Jordan Love is crossing over

The Packers’ 34-13 win over the Cardinals in Week 6 gave us a lot of things.

We saw Romeo Doubs conduct a one-man, one-game redemption tour. We saw Josh Jacobs violently run through tackles. We saw Evan Williams effectively and legally punch another player. We saw Kyler Murray run around like a toddler with candy he wasn’t supposed to have, except unlike an escaping toddler he didn’t actually get anywhere.

We also saw the first great Jordan Love performance of 2024, which in and of itself is wonderful to see. Love was on point with his throws and timely with his pocket movement and scrambles, looking more like his late-2023 iteration than he’s been to this point. His bomb to Christian Watson is probably his best single pass of the season (though hardly his only great one) and his virtually blind but actually very fundamentally sound throw that resulted in Doubs’ second touchdown is easily my favorite.

Contained in that overall excellent, though, is a hidden and even better development: Love has passed Aaron Rodgers in an important metric.

I’ve mentioned this many times, but I love Adjusted Net Yards per Attempt as an all-purpose quarterback stat. I think it encompasses a player’s overall performance better than just about any number out there, and you can read more about why here.

If you click that link and view the accompanying chart, you might notice something important. If you don’t (or maybe just missed it) let me point it out for you: for the first time in his career, Love is meaningfully ahead of Rodgers in their respective 16-game ANY/A rolling totals.

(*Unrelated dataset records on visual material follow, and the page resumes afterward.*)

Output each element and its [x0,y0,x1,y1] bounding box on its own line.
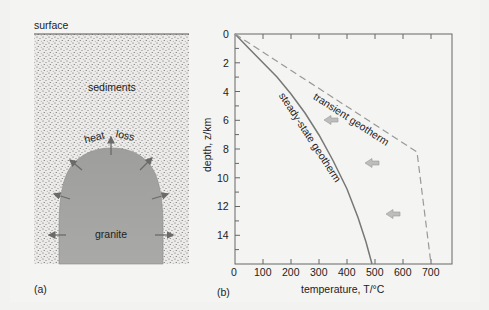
y-tick-label: 10 [217,172,229,184]
steady-state-geotherm-line [235,34,372,264]
x-tick-label: 400 [338,266,356,278]
y-tick-label: 12 [217,200,229,212]
y-ticks [235,48,240,249]
granite-label: granite [95,228,127,240]
x-tick-label: 0 [231,266,237,278]
x-axis-label: temperature, T/°C [301,283,384,295]
granite-body [59,148,163,264]
panel-a-label: (a) [34,283,47,295]
figure-svg [0,0,489,310]
x-tick-label: 500 [366,266,384,278]
x-tick-label: 100 [254,266,272,278]
sediments-label: sediments [88,81,136,93]
x-tick-label: 200 [282,266,300,278]
panel-b-label: (b) [217,286,230,298]
y-tick-label: 4 [223,86,229,98]
transient-geotherm-line [235,34,431,264]
y-tick-label: 2 [223,57,229,69]
y-tick-label: 6 [223,114,229,126]
surface-label: surface [34,19,68,31]
x-ticks [263,34,431,264]
y-tick-label: 0 [223,28,229,40]
x-tick-label: 700 [422,266,440,278]
y-axis-label: depth, z/km [201,118,213,172]
y-tick-label: 8 [223,143,229,155]
x-tick-label: 600 [394,266,412,278]
y-tick-label: 14 [217,229,229,241]
x-tick-label: 300 [310,266,328,278]
panel-b-chart [235,34,452,264]
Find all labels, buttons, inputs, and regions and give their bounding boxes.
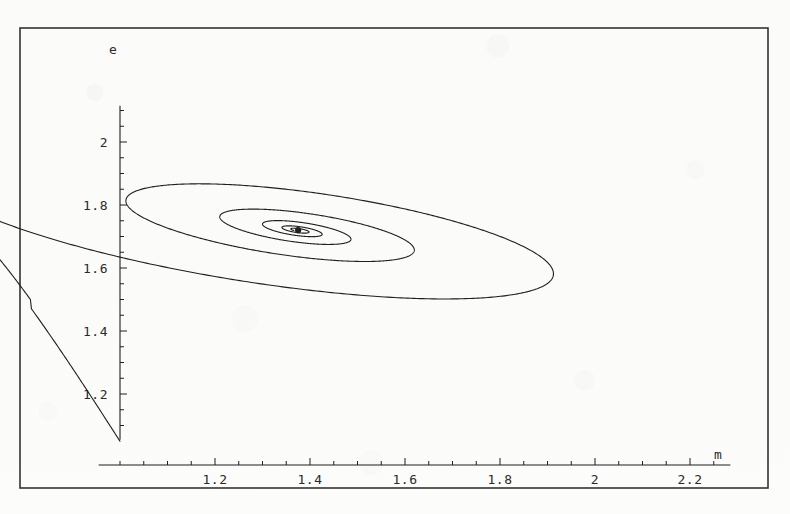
x-axis-label: m <box>714 447 722 462</box>
x-axis-ticks <box>120 458 714 465</box>
plot-frame <box>20 28 768 488</box>
figure-canvas: 1.21.41.61.822.2 1.21.41.61.82 m e <box>0 0 790 514</box>
y-axis-label: e <box>109 42 117 57</box>
y-axis-tick-labels: 1.21.41.61.82 <box>83 135 108 402</box>
y-axis-ticks <box>120 111 127 426</box>
x-tick-label: 1.6 <box>393 472 418 487</box>
x-tick-label: 2.2 <box>678 472 703 487</box>
x-axis-tick-labels: 1.21.41.61.822.2 <box>203 472 703 487</box>
x-tick-label: 1.4 <box>298 472 323 487</box>
x-tick-label: 1.8 <box>488 472 513 487</box>
trajectory-curve <box>0 184 553 441</box>
y-tick-label: 1.4 <box>83 324 108 339</box>
trajectory-path <box>0 184 553 441</box>
y-tick-label: 1.6 <box>83 261 108 276</box>
y-tick-label: 1.8 <box>83 198 108 213</box>
x-tick-label: 2 <box>591 472 599 487</box>
x-tick-label: 1.2 <box>203 472 228 487</box>
fixed-point-marker <box>295 227 301 233</box>
axes-lines <box>99 106 731 465</box>
phase-portrait-plot: 1.21.41.61.822.2 1.21.41.61.82 m e <box>0 0 790 514</box>
y-tick-label: 2 <box>100 135 108 150</box>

Over his past 16 games, Love has posted an ANY/A total of 7.21 yards. Over the same 16-game span in his career, Rodgers’ 16-game ANY/A total was 6.79 yards. That’s the first time he’s ever led Rodgers by more than .08 yards in that category and only the second time he’s led Rodgers at all.

I mentioned on an episode of Blue 58 earlier this season that we should expect to see Love start to take off into more elite levels of the ANY/A stat this season if his development is going to track with Rodgers’, and so far that looks to be exactly what we’re seeing. I don’t know if he’ll stay ahead of Rodgers, and we probably have good reason to doubt that he will. Rodgers is a surefire Hall of Famer, a four-time MVP, a Super Bowl winner, and a Super Bowl MVP. Though anything could happen, it’s probably not super likely that Love is going to match that resume. 

But it’s really encouraging to see Love take steps like this, and lagging indicators like his 16-game ANY/A totals are important signs worth monitoring. Love is headed in the right direction, and the numbers seem to indicate he’s crossing over into elite territory.